As my contribution to the NAAWP (National Association for the advancement of woodturning people), I've been fishing instead of turning lately, but I did muse about our craft while casting my old Creek Chub floater, retrieving my Heddon darter or jigging a mirrorlure. After a wee scotch, soup, and supper, I've been enjoying a look at "500 Bowls" and "500 Wood bowls" for the umpteenth time.
A very few of you might remember an old 30's pop song, "You push the middle valve down and the music goes round and round --yo ho, wo ho-- and it comes out here" (I doubt you need Jeffry to explain, Leo). The music that comes out sure has changed over the years and so have the turnings that come out of another instrument; the woodturning lathe. In so many ways the turnings are better now, certainly not worse, but they are different. There were signs and guides along the way. Prestini started it and Pain wrote and taught us about it. Stocksdale continued it with good design and delicate form. Lindquist engineered beauty on a shopsmith. Moulthrop added big bowls with bigger mouths. Ellsworth amazed us with hollow forms and tiny mouths. Osolnik preserved our sanity and Jordan keeps our turnings beautiful while still recognizable. There were and are, many other giants with broad shoulders for us to stand on. Of course, the narrow ones we fall off from are always with us.
The woodturner has a superb machine for making unmoldable wood round while the potter employs a plastic medium to mold all kinds of fluid shapes. I guess it's the eternal challenge and all that, but there seemed to be more rounded & contained ceramic bowls and more fenestrated and unrestrained wood bowls pictured in the two books than I expected.
Somehow this woodturner related more to the clay throwings than to the wood turnings. I hope this doesn't come over as a red-neck's loutish attempt to put-down those wonderful variations of the wood bowl. Anyway, the title is "500 Wood Bowls", not "500 _Turned_ Wood Bowls". However for me, the ceramics did seem to be comfortably traditional, more contained and somewhat rounder. I suppose that contemporary wood art often strives to stress the beholder, but this isn't always a metaphor for excellence.
As with nature, rcw abhors a vacuum, so please comment; adverse or otherwise.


EXERCISE PROMPT =
The answer should consist solely of the lines from the first one below through the line containing "The width and", copied exactly.

DATA SHOWN =
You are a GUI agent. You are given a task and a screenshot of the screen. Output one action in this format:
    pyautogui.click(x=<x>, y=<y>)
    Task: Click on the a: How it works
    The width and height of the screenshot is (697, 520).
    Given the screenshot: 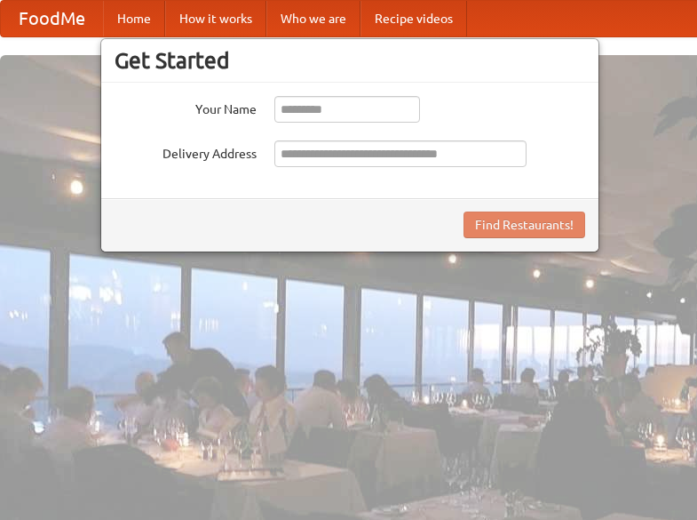 What is the action you would take?
    pyautogui.click(x=216, y=19)
    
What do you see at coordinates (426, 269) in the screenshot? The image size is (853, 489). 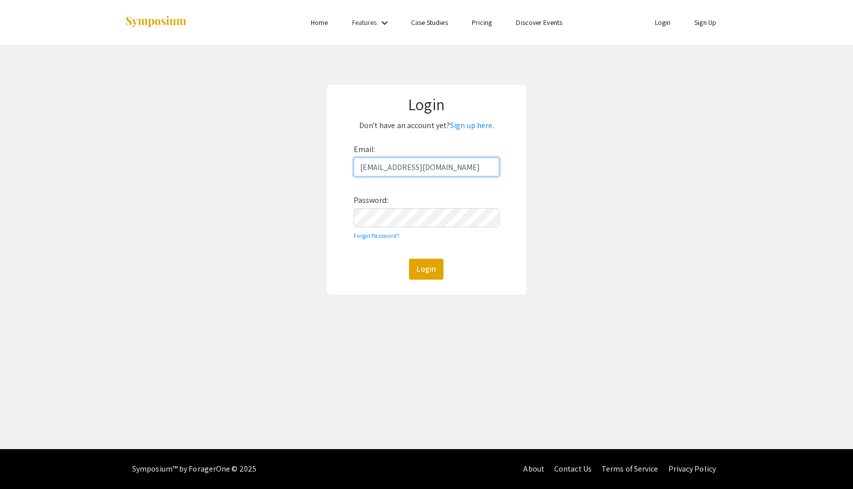 I see `button: Login` at bounding box center [426, 269].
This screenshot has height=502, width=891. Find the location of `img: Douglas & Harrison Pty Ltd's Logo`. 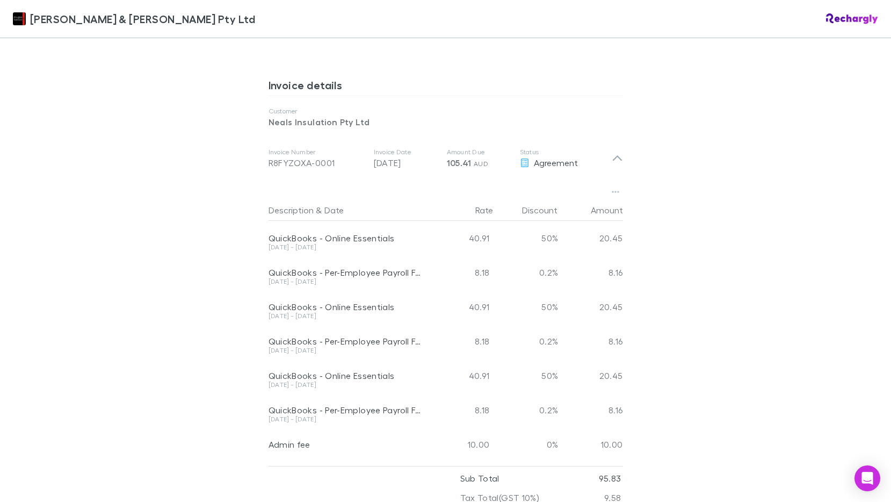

RESPONSE FOR THIS EXERCISE =
You are a GUI agent. You are given a task and a screenshot of the screen. Output one action in this format:
    pyautogui.click(x=<x>, y=<y>)
    Task: Click on the a: How it works
    The width and height of the screenshot is (697, 520).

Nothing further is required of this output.